I moved from CA to VA last year and didn't sell my CA house until a month later. The profit exceeded the exclusion, so I owe long-term capital gains taxes both federally and at the state level.
California taxes 100% of the (non-excluded) proceeds since the property was in CA (TT explicitly itemizes the various combinations of CA/non-CA property and resident/non-resident). But when I work out the Virginia taxes, it only asks how much of the capital gain occurred while I was a VA resident, which is also 100%. So both states are fully taxing the same income. IIUC, this is not supposed to be allowed: how do I fix this so that the proper reciprocity kicks in?
You might be missing something but you're definitely on the right track. You do want to claim a credit on your California return for the tax paid to Virginia. To do this in TurboTax:
CA and VA seem to have a weird reciprocity, where VA residents pay the full amount to VA and then get a credit back from CA. I worked the VA taxes both with and without the house sale to find a delta of about $17000, so I entered that as the "tax paid to Virginia" in CA's section for other-state-tax credits. This seems to have knocked the CA tax (on just the house) down from $25000 to $18000 - so the total tax on the house sale is now $35000 - substantially more than if I were paying it to either state alone. This doesn't seem right - I feel like I'm still probably missing something?
You might be missing something but you're definitely on the right track. You do want to claim a credit on your California return for the tax paid to Virginia. To do this in TurboTax:
Thanks, that made a huge difference. I'd been entering the tax only due to the double-taxed items (by refiguring it without them), so that number was much lower than the total Virginia tax and threw off the calculation. Now it's still a little bit more than I'd be paying to either state alone, but the markup is much more reasonable.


- Exercise details -
Lines in the listing below that include the word "figure" need to be copied.

- Records shown -
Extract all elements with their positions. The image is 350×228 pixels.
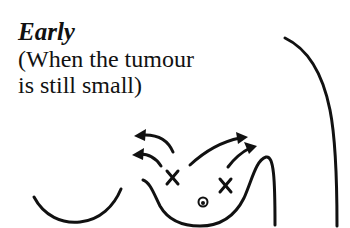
- arrow-upper-left-2: [132, 148, 161, 166]
- arrow-upper-left-1: [134, 129, 173, 152]
- tumour-x-mark-left: [167, 171, 178, 184]
- tumour-x-mark-right: [220, 179, 231, 192]
- left-breast-outline: [34, 189, 121, 222]
- chest-diagram: [0, 0, 350, 228]
- right-breast-outline: [143, 157, 275, 226]
- arrow-upper-right-1: [190, 132, 248, 165]
- body-side-outline: [285, 38, 337, 226]
- arrow-upper-right-2: [228, 142, 257, 167]
- nipple-icon: [199, 198, 208, 207]
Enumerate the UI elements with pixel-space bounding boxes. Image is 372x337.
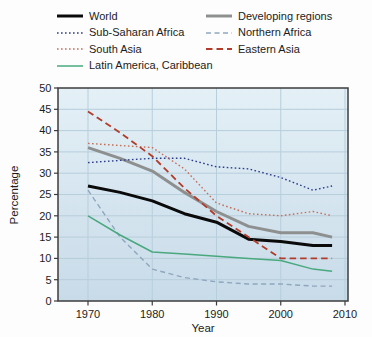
legend-swatch — [206, 44, 232, 54]
x-axis-label: Year — [58, 322, 348, 334]
legend-item-developing-regions: Developing regions — [206, 8, 332, 25]
legend-label: Sub-Saharan Africa — [89, 27, 184, 38]
legend-label: Northern Africa — [238, 27, 311, 38]
y-tick-label: 15 — [39, 231, 51, 243]
legend-swatch — [57, 28, 83, 38]
x-tick-label: 1980 — [140, 308, 164, 320]
y-tick-label: 35 — [39, 146, 51, 158]
x-tick-label: 2000 — [269, 308, 293, 320]
legend-swatch — [57, 61, 83, 71]
legend-label: Eastern Asia — [238, 44, 300, 55]
chart-legend-column-2: Developing regionsNorthern AfricaEastern… — [206, 8, 332, 58]
legend-label: South Asia — [89, 44, 142, 55]
y-tick-label: 10 — [39, 252, 51, 264]
legend-item-world: World — [57, 8, 213, 25]
legend-swatch — [57, 11, 83, 21]
y-tick-label: 45 — [39, 103, 51, 115]
legend-label: Latin America, Caribbean — [89, 60, 213, 71]
y-tick-label: 40 — [39, 124, 51, 136]
y-tick-label: 5 — [45, 274, 51, 286]
chart-legend-column-1: WorldSub-Saharan AfricaSouth AsiaLatin A… — [57, 8, 213, 74]
x-tick-label: 1970 — [76, 308, 100, 320]
legend-label: World — [89, 11, 118, 22]
y-axis-label: Percentage — [8, 89, 22, 302]
y-tick-label: 25 — [39, 188, 51, 200]
x-tick-label: 2010 — [333, 308, 357, 320]
legend-label: Developing regions — [238, 11, 332, 22]
legend-swatch — [57, 44, 83, 54]
legend-item-northern-africa: Northern Africa — [206, 25, 332, 42]
x-tick-label: 1990 — [204, 308, 228, 320]
legend-swatch — [206, 11, 232, 21]
legend-swatch — [206, 28, 232, 38]
legend-item-latin-america-caribbean: Latin America, Caribbean — [57, 58, 213, 75]
legend-item-eastern-asia: Eastern Asia — [206, 41, 332, 58]
legend-item-south-asia: South Asia — [57, 41, 213, 58]
y-tick-label: 0 — [45, 295, 51, 307]
legend-item-sub-saharan-africa: Sub-Saharan Africa — [57, 25, 213, 42]
y-tick-label: 50 — [39, 82, 51, 94]
y-tick-label: 30 — [39, 167, 51, 179]
y-tick-label: 20 — [39, 210, 51, 222]
chart-figure: 0510152025303540455019701980199020002010… — [0, 0, 372, 337]
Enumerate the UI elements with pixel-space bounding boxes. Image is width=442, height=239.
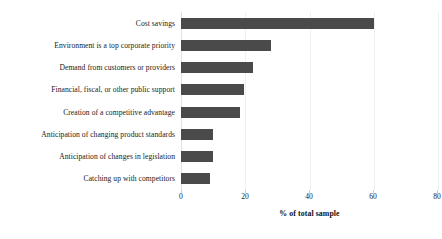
category-label: Cost savings — [136, 12, 175, 34]
bar-chart: Cost savings Environment is a top corpor… — [0, 0, 442, 239]
category-label: Catching up with competitors — [84, 168, 175, 190]
x-tick-label: 0 — [179, 192, 183, 201]
bar-financial-support — [181, 84, 244, 95]
category-label: Anticipation of changes in legislation — [59, 146, 175, 168]
bar-row — [181, 79, 438, 101]
x-tick-label: 20 — [241, 192, 249, 201]
bar-legislation-changes — [181, 151, 213, 162]
category-label: Financial, fiscal, or other public suppo… — [51, 79, 175, 101]
category-axis-labels: Cost savings Environment is a top corpor… — [0, 12, 178, 190]
bar-row — [181, 12, 438, 34]
bar-environment-priority — [181, 40, 271, 51]
bar-product-standards — [181, 129, 213, 140]
bar-competitive-advantage — [181, 107, 240, 118]
bar-row — [181, 57, 438, 79]
category-label: Demand from customers or providers — [59, 57, 175, 79]
category-label: Creation of a competitive advantage — [63, 101, 175, 123]
bar-cost-savings — [181, 18, 374, 29]
bar-demand-customers — [181, 62, 253, 73]
category-label: Environment is a top corporate priority — [54, 34, 175, 56]
bar-row — [181, 34, 438, 56]
bar-catching-competitors — [181, 173, 210, 184]
bar-row — [181, 168, 438, 190]
x-tick-label: 80 — [433, 192, 441, 201]
category-label: Anticipation of changing product standar… — [41, 123, 175, 145]
gridline — [438, 12, 439, 190]
bar-row — [181, 146, 438, 168]
bar-row — [181, 123, 438, 145]
x-tick-label: 60 — [369, 192, 377, 201]
x-axis-title: % of total sample — [181, 209, 438, 218]
plot-area — [181, 12, 438, 190]
bar-series — [181, 12, 438, 190]
x-tick-label: 40 — [305, 192, 313, 201]
bar-row — [181, 101, 438, 123]
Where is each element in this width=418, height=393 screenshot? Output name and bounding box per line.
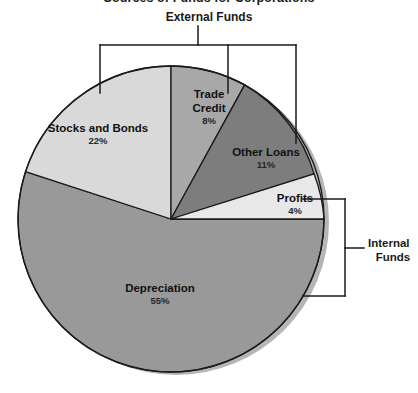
- slice-label-stocks-and-bonds: Stocks and Bonds 22%: [34, 122, 162, 147]
- slice-label-profits: Profits 4%: [262, 192, 328, 217]
- group-label-internal-line2: Funds: [368, 250, 418, 264]
- slice-label-depreciation: Depreciation 55%: [100, 282, 220, 307]
- slice-label-name-line2: Credit: [178, 102, 240, 116]
- group-label-external-funds: External Funds: [139, 10, 279, 24]
- pie-chart-graphic: [0, 0, 418, 393]
- slice-label-trade-credit: Trade Credit 8%: [178, 88, 240, 127]
- slice-label-name: Stocks and Bonds: [34, 122, 162, 135]
- group-label-internal-funds: Internal Funds: [368, 236, 418, 265]
- slice-label-name: Profits: [262, 192, 328, 205]
- slice-label-pct: 55%: [100, 296, 220, 307]
- slice-label-pct: 11%: [218, 160, 314, 171]
- slice-label-name-line1: Trade: [178, 88, 240, 102]
- slice-label-pct: 4%: [262, 206, 328, 217]
- slice-label-other-loans: Other Loans 11%: [218, 146, 314, 171]
- slice-label-name: Other Loans: [218, 146, 314, 159]
- slice-label-pct: 22%: [34, 136, 162, 147]
- group-label-internal-line1: Internal: [368, 236, 418, 250]
- slice-label-pct: 8%: [178, 116, 240, 127]
- slice-label-name: Depreciation: [100, 282, 220, 295]
- figure-canvas: Sources of Funds for Corporations: [0, 0, 418, 393]
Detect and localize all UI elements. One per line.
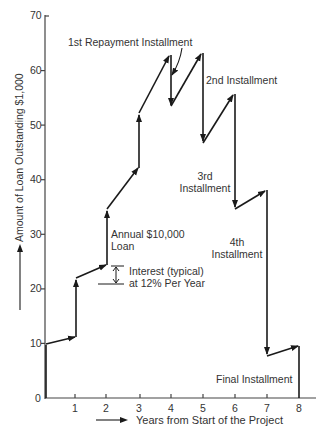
repayment-pointer xyxy=(172,48,182,75)
y-tick-40: 40 xyxy=(30,173,42,185)
annotation-4th-line2: Installment xyxy=(210,248,264,260)
annotation-1st-repayment: 1st Repayment Installment xyxy=(68,36,192,48)
ylabel-arrow-icon xyxy=(17,244,23,310)
y-tick-30: 30 xyxy=(30,228,42,240)
x-tick-7: 7 xyxy=(264,402,270,414)
annotation-annual-line1: Annual $10,000 xyxy=(111,228,185,240)
xlabel-arrow-icon xyxy=(96,417,128,423)
y-tick-60: 60 xyxy=(30,64,42,76)
annotation-3rd-line2: Installment xyxy=(178,182,232,194)
annotation-interest: Interest (typical) at 12% Per Year xyxy=(129,265,205,289)
x-tick-5: 5 xyxy=(200,402,206,414)
interest-dimension xyxy=(98,266,124,284)
annotation-3rd-installment: 3rd Installment xyxy=(178,170,232,194)
x-tick-4: 4 xyxy=(168,402,174,414)
y-tick-10: 10 xyxy=(30,337,42,349)
annotation-4th-installment: 4th Installment xyxy=(210,236,264,260)
x-tick-3: 3 xyxy=(136,402,142,414)
x-tick-2: 2 xyxy=(103,402,109,414)
x-tick-1: 1 xyxy=(72,402,78,414)
annotation-annual-loan: Annual $10,000 Loan xyxy=(111,228,185,252)
annotation-3rd-line1: 3rd xyxy=(178,170,232,182)
y-tick-70: 70 xyxy=(30,9,42,21)
y-tick-50: 50 xyxy=(30,119,42,131)
annotation-annual-line2: Loan xyxy=(111,240,185,252)
y-tick-0: 0 xyxy=(35,392,41,404)
annotation-final-installment: Final Installment xyxy=(216,373,292,385)
annotation-interest-line1: Interest (typical) xyxy=(129,265,205,277)
x-tick-6: 6 xyxy=(232,402,238,414)
y-tick-20: 20 xyxy=(30,282,42,294)
x-axis xyxy=(45,394,316,398)
annotation-4th-line1: 4th xyxy=(210,236,264,248)
y-axis-label: Amount of Loan Outstanding $1,000 xyxy=(13,73,25,242)
annotation-interest-line2: at 12% Per Year xyxy=(129,277,205,289)
y-axis xyxy=(41,15,49,399)
annotation-2nd-installment: 2nd Installment xyxy=(206,74,277,86)
x-axis-label: Years from Start of the Project xyxy=(136,414,283,426)
loan-series xyxy=(46,53,299,398)
x-tick-8: 8 xyxy=(296,402,302,414)
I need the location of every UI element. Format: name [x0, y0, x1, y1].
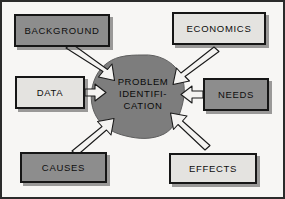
arrow-effects-to-center	[171, 113, 211, 150]
node-effects-label: EFFECTS	[189, 163, 237, 174]
node-data[interactable]: DATA	[15, 76, 85, 109]
node-data-label: DATA	[37, 87, 64, 98]
node-causes-label: CAUSES	[42, 162, 85, 173]
node-needs[interactable]: NEEDS	[203, 78, 269, 111]
node-effects[interactable]: EFFECTS	[169, 153, 257, 184]
node-economics[interactable]: ECONOMICS	[172, 12, 266, 45]
arrow-causes-to-center	[72, 119, 114, 156]
node-background-label: BACKGROUND	[24, 25, 99, 36]
diagram-canvas: BACKGROUND ECONOMICS DATA NEEDS CAUSES E…	[0, 0, 285, 199]
node-background[interactable]: BACKGROUND	[14, 14, 110, 47]
node-economics-label: ECONOMICS	[187, 23, 252, 34]
arrow-background-to-center	[66, 44, 115, 81]
node-causes[interactable]: CAUSES	[20, 152, 107, 183]
node-needs-label: NEEDS	[218, 89, 254, 100]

- Result for this task -
chart-figure: 0510152025303540455019701980199020002010… — [0, 0, 372, 337]
- figure-canvas: Sources of Funds for Corporations: [0, 0, 418, 393]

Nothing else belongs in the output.